On a number of points the British and U.S. thinking has been along somewhat parallel lines. For example, the British have recognized that within any over-all numerical limitation on forces each country would have to have a considerable latitude in determining the nature of the forces which it wished to retain or create. The British report, however, does not seem to have dealt with the question of paramilitary and police forces as one of the principal problems that would be met.

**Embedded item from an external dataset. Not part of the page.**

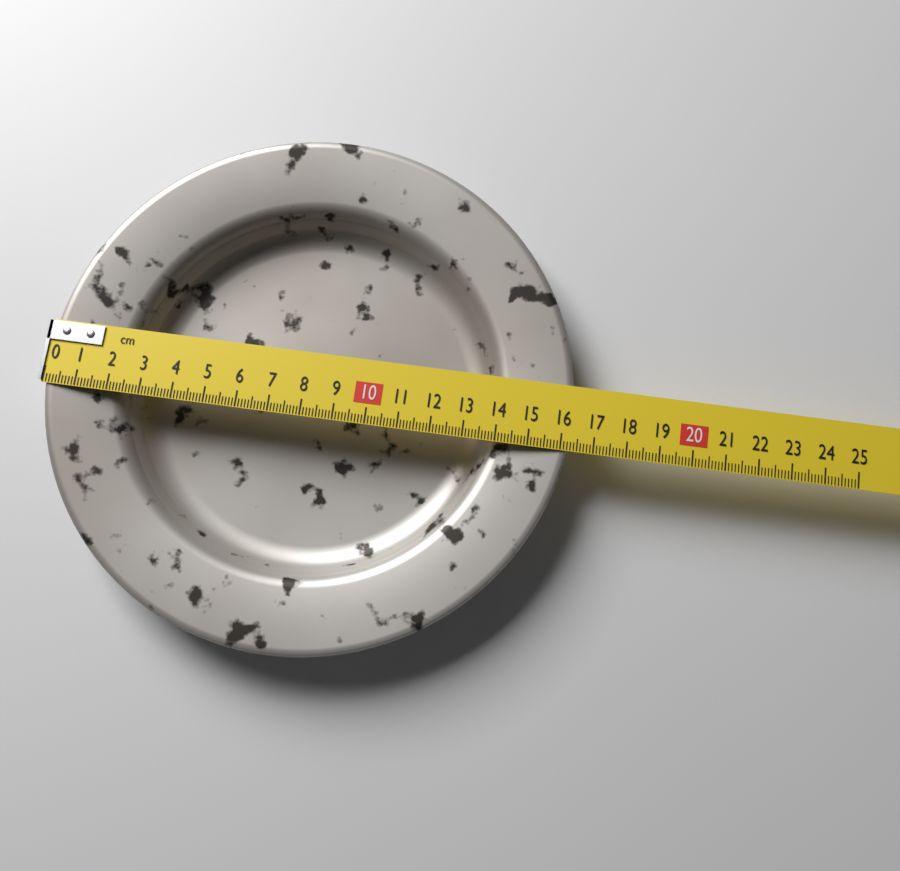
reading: 16.3 cm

With respect to the necessity of carrying out any program by stages, the British investigated this matter as we did, but seem to reject the idea on the ground that the difficulties of disclosure and the “over-all levels of effectives” made the approach unsuitable.
4.
The U.K. reluctantly concluded that for propaganda purposes it might be necessary to put forward some proposal for the limitation of armaments, and suggested the formula of a parity as between the U.K., U.S., France on the one side and the U.S.S.R. and Communist China on the other, together with provision of adequate safeguards, which the British did not specify beyond saying that the first step would be the mutual inspection of basic training establishments.
5.
In their Aide-Mémoire, the British have stated that they still have under consideration the manner and timing of the public presentation of disarmament proposals and there is attached a brief memorandum which indicates our general thinking on this subject which can be given to them.4 Our memorandum does not specify any particular [Page 513] occasion on which the proposals would be advanced, but points out the necessity of bringing home to the public the political problems, other than those in the armaments field, between the West and the U.S.S.R. on which concurrent progress will be required. It points out that we cannot control the determination whether the disarmament question will be raised in the U.N. General Assembly this fall; it is safe to assume the Soviets will raise it. The memorandum also suggests that the tactic in the U.N. should be to emphasize the disclosure and verification aspects of the program as a propaganda device to prevent the Russians from engaging us in negotiations on the regulation and reduction aspects of the program unless they have indicated their serious desire to arrive at an agreement.

John H. Ferguson
  1. For the British Aide-Mémoire and committee report, see p. 501.
  2. The report of the Working Group is contained in document NSC 112, July 6, p. 477.
  3. For documentation on the Four-Power Exploratory Talks held at Paris, March 5-June 21, 1951, see vol. iii, pp. 1086 ff.
  4. The attachment does not accompany the source text. For the memorandum titled “Manner of Advancing Disarmament Proposals” which was transmitted to the British on August 20, see p. 515.